The Department of Conservation is warning anglers not to eat trout in areas where 1080 poison has been dropped - a reversal of its position seven months ago.
The caution comes just days before the trout fishing season opens on October 1.
Preliminary results of a DoC-commissioned study by the Cawthron Research Institute has shown the flesh of trout that ate mice containing the toxin would have levels of 1080 that exceeded New Zealand Food Safety Authority limits.
The warning is in contrast to the department's rejection, in February this year, of claims by the Federation of Freshwater Anglers that people should not eat trout because of a risk the poison could be present in the flesh of trout and eels.

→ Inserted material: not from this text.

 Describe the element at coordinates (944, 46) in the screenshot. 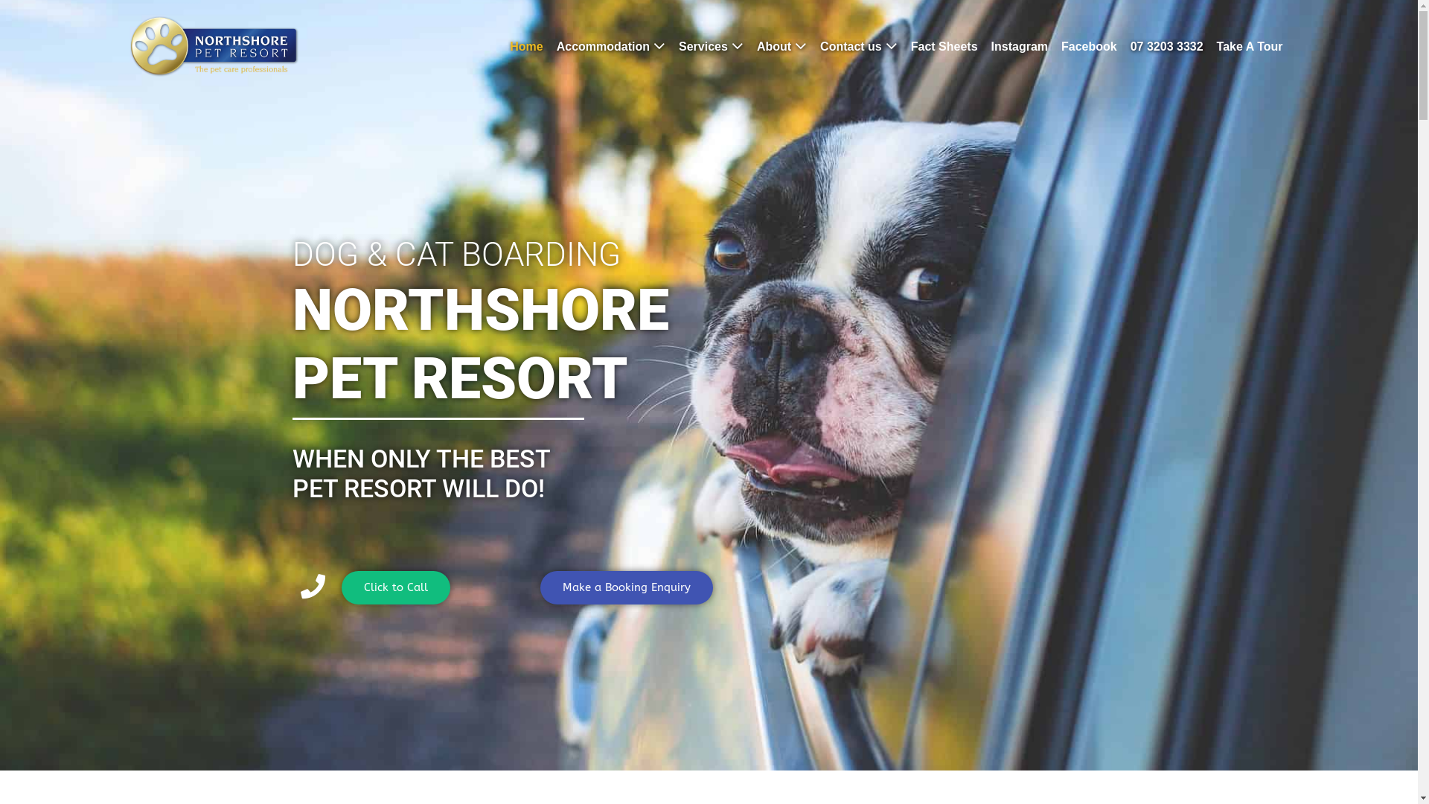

Yesterday, DoC advised anglers to take a "zero risk" approach and not eat fish from catchments where 1080 had been dropped.
But the department said the risk to human health was extremely low.
"Researchers calculated that at these levels, an 80kg adult would need to eat more than 14 tonnes of trout flesh in one serving to have a 50 per cent chance of receiving a fatal dose."
Bryce Johnson of Fish and Game said he thought DoC had played down the issue in its statement.
"They commissioned the research. If they're saying take a zero-risk approach, and in the next breath saying you've got to eat 14 tonnes of trout flesh, it makes a mockery of their own advice."
David Haynes of the New Zealand Federation of Freshwater Anglers said research showed trout that had eaten a single poisoned mouse could contain more than 40 times the Food Safety Authority Limits.